In an unexpected twist, I started to realize that this might be what Jesus was talking about all along: virtue for its own sake. What is the reward in heaven for being a good Samaritan? You get to keep being a good Samaritan forever.
This felt true to me like nothing else had ever felt true. I started to realize that Christianity, so-called, was basically just a codification of deep virtue for its own sake. That perhaps this is what Jesus meant when he said “the kingdom of God is within you.”
Some time ago, I decided to step back into the label. I’m a Christian, of the Mormon variety. There’s a lot of culture there, baked in by the community of faith that raised me, but there’s also, now, a deep acceptance of the religious ideals espoused by that community.
You could say I default to “religious but not spiritual.”
Does it matter whether I “believe” the various truth-claims made by my community? Not really. What matters to me is that I practice living life as though I believe those claims, insofar as those claims are aligned with the things that I do believe are true — namely, that true virtue is its own reward.
You could say I default to “religious but not spiritual.”
And “I don’t know” is still a vital salve in a fevered world of competing philosophies.
Ghosts
Absent any empirical proof one way or the other, I have chosen to believe in God. I won’t get into the specifics of my own cosmology (that’s the kind of thing that probably belongs in a post that stays behind a paywall), but suffice it to say that I have a preference for God’s existence, and therefore I believe.
Do I want ghosts to exist? Not really. Might they, anyway? Of course they might. And the stories that we have told and heard in this exchange (and outside of it) suggest to me that there’s something there that doesn’t fit tidily into either a materialist paradigm, or a dogmatically religious one.
I don’t like it, Wil.
And because I don’t like it, and because I don’t have proof one way or the other, I’ll probably go on more or less not believing, and leave the ghosts in their stories.
But one day I might see a ghost. I might get haunted. I might personally experience something incontrovertibly supernatural. Will this damage my faith? My chosen set of beliefs? Will it shake from me what little knowledge I have gathered?
No.
No more than any other “shocking” revelation of science or psychology. This universe is full of mystery. I have chosen to believe it is also shot through with meaning, and not just of my own making — I have chosen to believe in a God who embodies all meaning, a God who can comprehend all the things we cannot comprehend. A God who does not believe, but knows.

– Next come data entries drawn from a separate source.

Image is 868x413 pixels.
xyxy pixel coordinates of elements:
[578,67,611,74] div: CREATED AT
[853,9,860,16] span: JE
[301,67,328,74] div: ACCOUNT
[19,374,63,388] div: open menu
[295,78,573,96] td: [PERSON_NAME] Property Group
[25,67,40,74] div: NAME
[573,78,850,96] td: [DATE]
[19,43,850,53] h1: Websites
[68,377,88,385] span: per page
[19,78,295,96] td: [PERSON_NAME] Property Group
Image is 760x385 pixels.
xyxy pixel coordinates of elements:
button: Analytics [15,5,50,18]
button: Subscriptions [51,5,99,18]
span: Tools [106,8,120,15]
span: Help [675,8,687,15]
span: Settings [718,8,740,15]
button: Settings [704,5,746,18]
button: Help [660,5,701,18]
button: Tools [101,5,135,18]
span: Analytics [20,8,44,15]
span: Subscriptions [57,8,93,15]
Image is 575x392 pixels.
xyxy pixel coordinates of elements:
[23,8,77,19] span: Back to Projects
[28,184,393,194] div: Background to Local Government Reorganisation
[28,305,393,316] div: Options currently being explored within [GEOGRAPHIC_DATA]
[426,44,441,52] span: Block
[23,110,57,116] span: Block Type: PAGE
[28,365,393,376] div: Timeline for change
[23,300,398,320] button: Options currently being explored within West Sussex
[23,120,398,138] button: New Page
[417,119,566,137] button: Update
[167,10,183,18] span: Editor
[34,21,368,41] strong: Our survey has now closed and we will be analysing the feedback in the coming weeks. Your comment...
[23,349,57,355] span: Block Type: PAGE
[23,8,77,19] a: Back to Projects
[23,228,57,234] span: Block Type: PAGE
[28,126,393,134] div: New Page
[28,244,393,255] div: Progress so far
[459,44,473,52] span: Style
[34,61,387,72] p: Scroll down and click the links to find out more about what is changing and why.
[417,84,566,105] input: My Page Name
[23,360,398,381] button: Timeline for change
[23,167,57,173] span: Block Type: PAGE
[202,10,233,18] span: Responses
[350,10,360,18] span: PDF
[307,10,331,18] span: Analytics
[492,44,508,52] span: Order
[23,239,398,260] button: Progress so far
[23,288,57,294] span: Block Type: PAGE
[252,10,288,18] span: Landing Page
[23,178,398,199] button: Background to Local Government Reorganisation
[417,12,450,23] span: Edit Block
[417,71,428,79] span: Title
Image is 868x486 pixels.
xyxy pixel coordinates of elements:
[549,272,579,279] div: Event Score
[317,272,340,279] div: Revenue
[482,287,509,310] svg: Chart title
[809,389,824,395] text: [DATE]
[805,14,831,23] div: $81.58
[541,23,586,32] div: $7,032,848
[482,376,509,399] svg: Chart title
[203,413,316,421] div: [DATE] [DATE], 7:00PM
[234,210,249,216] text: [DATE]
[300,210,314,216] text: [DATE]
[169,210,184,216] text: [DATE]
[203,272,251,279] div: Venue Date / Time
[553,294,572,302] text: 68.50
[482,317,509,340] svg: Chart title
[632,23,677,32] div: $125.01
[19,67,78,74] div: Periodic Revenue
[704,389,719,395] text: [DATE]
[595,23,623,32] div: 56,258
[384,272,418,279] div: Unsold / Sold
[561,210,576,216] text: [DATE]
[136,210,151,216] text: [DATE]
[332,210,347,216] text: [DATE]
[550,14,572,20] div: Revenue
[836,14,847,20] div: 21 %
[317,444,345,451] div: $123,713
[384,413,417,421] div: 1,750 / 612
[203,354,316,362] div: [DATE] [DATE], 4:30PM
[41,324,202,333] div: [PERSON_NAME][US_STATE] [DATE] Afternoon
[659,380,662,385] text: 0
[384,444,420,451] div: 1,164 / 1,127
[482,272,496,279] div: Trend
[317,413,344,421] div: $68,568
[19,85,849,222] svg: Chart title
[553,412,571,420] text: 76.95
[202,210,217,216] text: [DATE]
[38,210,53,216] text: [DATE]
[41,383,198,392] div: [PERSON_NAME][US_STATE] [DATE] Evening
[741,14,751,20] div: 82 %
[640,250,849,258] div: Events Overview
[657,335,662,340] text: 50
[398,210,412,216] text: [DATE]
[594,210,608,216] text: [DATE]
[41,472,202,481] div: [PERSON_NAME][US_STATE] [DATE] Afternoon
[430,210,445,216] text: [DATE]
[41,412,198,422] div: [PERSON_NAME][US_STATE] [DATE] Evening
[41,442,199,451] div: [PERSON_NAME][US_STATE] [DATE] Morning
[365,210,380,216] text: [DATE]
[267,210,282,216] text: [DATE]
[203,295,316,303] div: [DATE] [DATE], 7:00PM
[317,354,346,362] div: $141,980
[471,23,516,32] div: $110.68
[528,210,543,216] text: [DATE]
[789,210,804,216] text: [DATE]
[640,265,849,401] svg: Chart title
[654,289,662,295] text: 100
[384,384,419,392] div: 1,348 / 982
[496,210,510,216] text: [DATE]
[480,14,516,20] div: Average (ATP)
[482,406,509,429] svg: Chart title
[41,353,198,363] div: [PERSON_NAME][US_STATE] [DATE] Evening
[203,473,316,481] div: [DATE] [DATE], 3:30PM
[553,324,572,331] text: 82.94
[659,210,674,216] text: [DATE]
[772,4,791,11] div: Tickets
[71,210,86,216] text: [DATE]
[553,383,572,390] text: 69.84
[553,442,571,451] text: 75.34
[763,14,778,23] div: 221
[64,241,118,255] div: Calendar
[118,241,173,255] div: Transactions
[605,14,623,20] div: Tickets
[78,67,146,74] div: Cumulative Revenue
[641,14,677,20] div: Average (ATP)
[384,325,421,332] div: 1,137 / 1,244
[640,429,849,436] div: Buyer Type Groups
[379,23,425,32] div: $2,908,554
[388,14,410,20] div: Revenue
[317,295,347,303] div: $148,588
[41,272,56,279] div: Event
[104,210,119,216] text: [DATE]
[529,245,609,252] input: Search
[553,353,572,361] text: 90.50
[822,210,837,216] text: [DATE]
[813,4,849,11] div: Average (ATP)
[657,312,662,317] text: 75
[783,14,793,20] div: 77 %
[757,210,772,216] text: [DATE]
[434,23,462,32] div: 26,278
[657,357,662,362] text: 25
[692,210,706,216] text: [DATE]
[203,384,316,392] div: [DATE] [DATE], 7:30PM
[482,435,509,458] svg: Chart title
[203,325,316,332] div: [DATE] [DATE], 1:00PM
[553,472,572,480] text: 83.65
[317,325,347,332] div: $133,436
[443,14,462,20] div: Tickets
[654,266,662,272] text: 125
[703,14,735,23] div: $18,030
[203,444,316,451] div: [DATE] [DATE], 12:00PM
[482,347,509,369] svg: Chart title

Because while we are terrible arbitrators of truth, truth persists outside of our own determinations. Whatever might be true about ghosts, I trust God with all of it. And until that topic becomes, for some reason, a practical concern for me, I’m happy to let it remain out in the wilderness of mystery.
“...it’s hard to do this, because it means constantly rewriting the root layers of code that run our very personalities. Our ego doesn’t want to adapt, because it feels that to adapt is to die, and it is not wrong. Just as the seed must die for the sake of the tree, and the child must die before for the sake of the adult. Change is death.”
You went on to how that “death” is also a birth of new, different life & it’s my favorite part of this letter because, as a 60-something, I’m discovering that need for elasticity increases with age, or rigor mortis sets in while we’re still breathing.
I enjoyed this exploration so much--leaving one’s self open to yet-to-be-experienced maybes, while refusing the cop out of perpetually embracing “I don’t know,” seems like a healthy life approach to a lot of things.
I’ve never experienced an actual haunting but have had stuff in life that defies explanation within the parameters of pragmatically explicable so who am l to deny someone else’s experience because I’ve not had it...yet?
(Note to self -- don’t try to leave a legible comment in between teaching middle schoolers.)